Sheen was blowing open the myth that men would outgrow the adolescent pursuit of pleasure, because flickers of that dream would never go out. Even if you were married and had terrific kids, the dream of living without fake rules and responsibilities, of rejecting the notion of becoming an ideal, a clean and spotless comrade enthralled by groupthink, the dream of being an individual and not just part of some tribe would always survive.


New York in 2016 and beyond was American Psycho on steroids. And despite the connections provided by the internet and social media, many people felt even more isolated and increasingly aware that the idea of interconnectivity was itself an illusion. This seems particularly painful when you’re sitting alone in a room and staring at a glowing screen that promises you access to the intimacies of countless other lives, a condition that mirrors Bateman’s loneliness and alienation: everything’s available to him, yet that insatiable emptiness remains.

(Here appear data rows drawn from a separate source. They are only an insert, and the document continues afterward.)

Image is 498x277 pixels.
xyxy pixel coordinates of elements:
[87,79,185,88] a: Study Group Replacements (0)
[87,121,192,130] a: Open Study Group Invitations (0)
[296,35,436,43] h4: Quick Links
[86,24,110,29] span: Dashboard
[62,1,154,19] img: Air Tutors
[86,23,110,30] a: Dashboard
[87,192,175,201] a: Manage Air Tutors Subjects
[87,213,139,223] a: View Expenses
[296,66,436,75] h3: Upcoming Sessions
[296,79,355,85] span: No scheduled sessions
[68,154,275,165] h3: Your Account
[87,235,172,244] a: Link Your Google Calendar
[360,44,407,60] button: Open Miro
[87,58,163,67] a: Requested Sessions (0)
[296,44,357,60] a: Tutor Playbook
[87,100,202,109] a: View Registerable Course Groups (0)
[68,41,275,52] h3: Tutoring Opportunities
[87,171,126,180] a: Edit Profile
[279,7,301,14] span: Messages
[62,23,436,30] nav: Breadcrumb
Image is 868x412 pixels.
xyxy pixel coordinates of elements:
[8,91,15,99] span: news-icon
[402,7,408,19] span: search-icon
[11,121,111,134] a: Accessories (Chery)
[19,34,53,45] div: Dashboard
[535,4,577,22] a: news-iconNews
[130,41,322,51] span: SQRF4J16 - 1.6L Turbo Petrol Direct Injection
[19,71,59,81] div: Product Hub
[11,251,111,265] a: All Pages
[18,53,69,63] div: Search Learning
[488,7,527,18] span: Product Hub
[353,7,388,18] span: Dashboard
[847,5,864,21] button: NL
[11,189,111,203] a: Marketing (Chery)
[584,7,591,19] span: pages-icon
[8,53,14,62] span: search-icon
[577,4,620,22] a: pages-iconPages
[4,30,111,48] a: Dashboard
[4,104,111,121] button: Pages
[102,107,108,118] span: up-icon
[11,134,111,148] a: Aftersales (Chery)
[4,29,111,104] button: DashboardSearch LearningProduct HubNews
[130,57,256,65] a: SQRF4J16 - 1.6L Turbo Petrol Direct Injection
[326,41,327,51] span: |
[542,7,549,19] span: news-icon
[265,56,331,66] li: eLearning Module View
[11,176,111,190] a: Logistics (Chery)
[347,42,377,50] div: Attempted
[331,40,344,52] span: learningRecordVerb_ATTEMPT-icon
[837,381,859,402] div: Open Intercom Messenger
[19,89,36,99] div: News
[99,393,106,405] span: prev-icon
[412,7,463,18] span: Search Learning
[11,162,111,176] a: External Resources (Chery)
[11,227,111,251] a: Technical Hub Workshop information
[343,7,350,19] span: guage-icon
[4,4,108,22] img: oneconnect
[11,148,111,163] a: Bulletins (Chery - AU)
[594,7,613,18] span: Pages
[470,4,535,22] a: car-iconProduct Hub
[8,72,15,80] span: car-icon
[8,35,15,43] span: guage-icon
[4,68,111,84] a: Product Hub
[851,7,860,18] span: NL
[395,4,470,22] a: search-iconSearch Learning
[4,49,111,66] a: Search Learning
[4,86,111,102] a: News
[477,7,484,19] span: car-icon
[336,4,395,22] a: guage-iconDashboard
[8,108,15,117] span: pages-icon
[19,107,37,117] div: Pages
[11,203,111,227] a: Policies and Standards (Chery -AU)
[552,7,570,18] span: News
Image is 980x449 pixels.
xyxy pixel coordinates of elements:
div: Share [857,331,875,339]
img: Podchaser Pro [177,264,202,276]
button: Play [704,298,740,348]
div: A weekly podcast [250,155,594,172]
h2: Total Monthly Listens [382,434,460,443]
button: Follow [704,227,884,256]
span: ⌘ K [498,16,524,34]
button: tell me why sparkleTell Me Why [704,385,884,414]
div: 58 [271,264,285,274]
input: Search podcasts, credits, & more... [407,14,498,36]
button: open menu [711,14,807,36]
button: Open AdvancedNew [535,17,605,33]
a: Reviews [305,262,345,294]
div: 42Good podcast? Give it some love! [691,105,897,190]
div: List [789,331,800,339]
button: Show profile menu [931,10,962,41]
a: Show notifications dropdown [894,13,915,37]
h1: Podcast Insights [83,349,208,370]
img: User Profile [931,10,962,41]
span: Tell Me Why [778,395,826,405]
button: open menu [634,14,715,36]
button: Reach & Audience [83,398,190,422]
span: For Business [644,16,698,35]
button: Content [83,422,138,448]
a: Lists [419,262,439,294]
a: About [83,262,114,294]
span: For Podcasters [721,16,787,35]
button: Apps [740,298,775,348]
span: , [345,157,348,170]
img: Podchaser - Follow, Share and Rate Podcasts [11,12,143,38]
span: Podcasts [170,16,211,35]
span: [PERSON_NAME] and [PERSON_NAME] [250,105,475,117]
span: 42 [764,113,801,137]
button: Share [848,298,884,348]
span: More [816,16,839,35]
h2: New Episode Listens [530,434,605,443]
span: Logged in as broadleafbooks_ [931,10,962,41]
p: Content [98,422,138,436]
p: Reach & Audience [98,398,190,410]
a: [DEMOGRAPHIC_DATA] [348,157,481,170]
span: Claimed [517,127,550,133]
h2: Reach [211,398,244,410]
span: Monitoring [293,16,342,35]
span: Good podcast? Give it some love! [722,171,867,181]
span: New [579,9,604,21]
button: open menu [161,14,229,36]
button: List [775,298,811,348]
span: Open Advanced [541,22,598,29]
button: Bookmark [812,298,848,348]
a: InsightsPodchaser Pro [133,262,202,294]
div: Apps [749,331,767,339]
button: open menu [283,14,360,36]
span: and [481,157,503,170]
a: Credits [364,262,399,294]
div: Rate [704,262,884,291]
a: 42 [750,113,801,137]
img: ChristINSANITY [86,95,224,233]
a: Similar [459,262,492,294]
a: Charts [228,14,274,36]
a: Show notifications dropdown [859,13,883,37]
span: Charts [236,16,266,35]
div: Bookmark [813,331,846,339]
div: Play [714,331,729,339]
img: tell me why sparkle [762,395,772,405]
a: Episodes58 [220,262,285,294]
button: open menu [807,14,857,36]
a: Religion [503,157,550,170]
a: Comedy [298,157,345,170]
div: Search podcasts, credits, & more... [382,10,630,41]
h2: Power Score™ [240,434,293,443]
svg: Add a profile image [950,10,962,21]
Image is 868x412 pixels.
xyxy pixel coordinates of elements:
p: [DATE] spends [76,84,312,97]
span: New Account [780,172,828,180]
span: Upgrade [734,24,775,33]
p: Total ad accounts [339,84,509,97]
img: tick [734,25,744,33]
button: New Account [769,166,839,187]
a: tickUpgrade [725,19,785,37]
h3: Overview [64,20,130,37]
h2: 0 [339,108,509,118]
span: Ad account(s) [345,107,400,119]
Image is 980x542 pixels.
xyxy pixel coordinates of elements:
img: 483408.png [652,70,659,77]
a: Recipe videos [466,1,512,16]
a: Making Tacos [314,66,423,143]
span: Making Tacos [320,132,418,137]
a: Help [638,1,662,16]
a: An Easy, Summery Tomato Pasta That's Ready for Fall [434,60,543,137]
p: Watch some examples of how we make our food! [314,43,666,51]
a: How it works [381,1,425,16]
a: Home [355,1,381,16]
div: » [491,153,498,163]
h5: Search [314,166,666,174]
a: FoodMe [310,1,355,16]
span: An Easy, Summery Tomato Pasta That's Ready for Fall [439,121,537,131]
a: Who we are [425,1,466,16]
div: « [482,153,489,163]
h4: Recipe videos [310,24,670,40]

During Patrick’s ’80s reign, he still had the ability to hide, a possibility that simply doesn’t exist in our fully exhibitionistic society. Because he wasn’t so much a character to me as an emblem, an idea, I’d probably approach him again by addressing his greatest fear: What if no one was paying him any attention? Something that upsets Bateman terribly is that due to corporate-culture conformity, no one can really tell anybody else apart (and the novel asks what difference does it make anyway?). People are so lost in their narcissism that they’re unable to distinguish one individual from another, which is why Patrick gets away with his crimes (even if they’re in a fictional scenario).


Characters [in a novel] are often like children leaving home, going out into the uncaring world and being either accepted, ignored, extolled, criticized, no matter what the writer might hope for.


Feelings aren’t facts and opinions aren’t crimes and aesthetics still count – and the reason I’m a writer is to present an aesthetic, things that are true without always having to be factual or immutable. But opinions can also change, even if, according to social media, they’re supposed to be forever.